What’s your favorite part about being a jewelry designer?

I love the combination of elemental techniques (fire! hammers!) on such a tiny, tiny scale. Before design I was in a creative writing MFA program for poetry. I think there’s a lot of overlap in the process: the elevation of detail, the noticing that you have to engage and persist in, the conviction that a made thing can somehow help us wayfind through the experience of being a human. I sometimes wonder about the usefulness of spending my days making things. The world already has so many things. But the earliest jewelry dates back about one hundred thousand years. That’s steadying: there is something essential to something that has been going on so long.

Do you have a favorite piece that you have made?

I have a special love for the thorn pieces I make. There is something so compelling about flowers that take care of themselves.

Do you have a favorite metal or stone that you prefer to work with?

With Thicket I work in recycled fine metal: sterling silver and 14k gold. I love working with recycled metals because I feel like it lends even more layers of memory into pieces - metal swirled into metal and all of it containing so many stories and past forms.

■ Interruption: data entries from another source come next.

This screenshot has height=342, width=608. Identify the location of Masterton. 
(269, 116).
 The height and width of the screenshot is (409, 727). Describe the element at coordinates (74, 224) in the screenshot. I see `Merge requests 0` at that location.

Do trends in the industry affect the way you design a new collection?

I want to create jewelry that is effortless to wear so I err on the side of minimal but I don’t pay too much heed to trends. I think what endures tends to be simple.  With Thicket I strive to capture the feeling of slipping a smooth stone into a pocket - our urge to carry the world with us in tiny pieces of landscape. To me that feeling goes to something human - something beyond the ebb and flow of styles.

What’s your favorite piece of jewelry from your own personal collection?

I have a very simple gold chain my father gave me - I think when I was in college but it wasn’t for any particular occasion. He died when I was 25 and I think of him when I wear it. I am perpetually humbled by the making of jewelry because I think jewelry - more than any other accessory or type of apparel - gets imbued with so much meaning. Pieces in my own collection are tied so closely to specific people, places, certain periods of my life. They’re like songs in the way that a piece worn constantly for a span of time gets infused with that moment.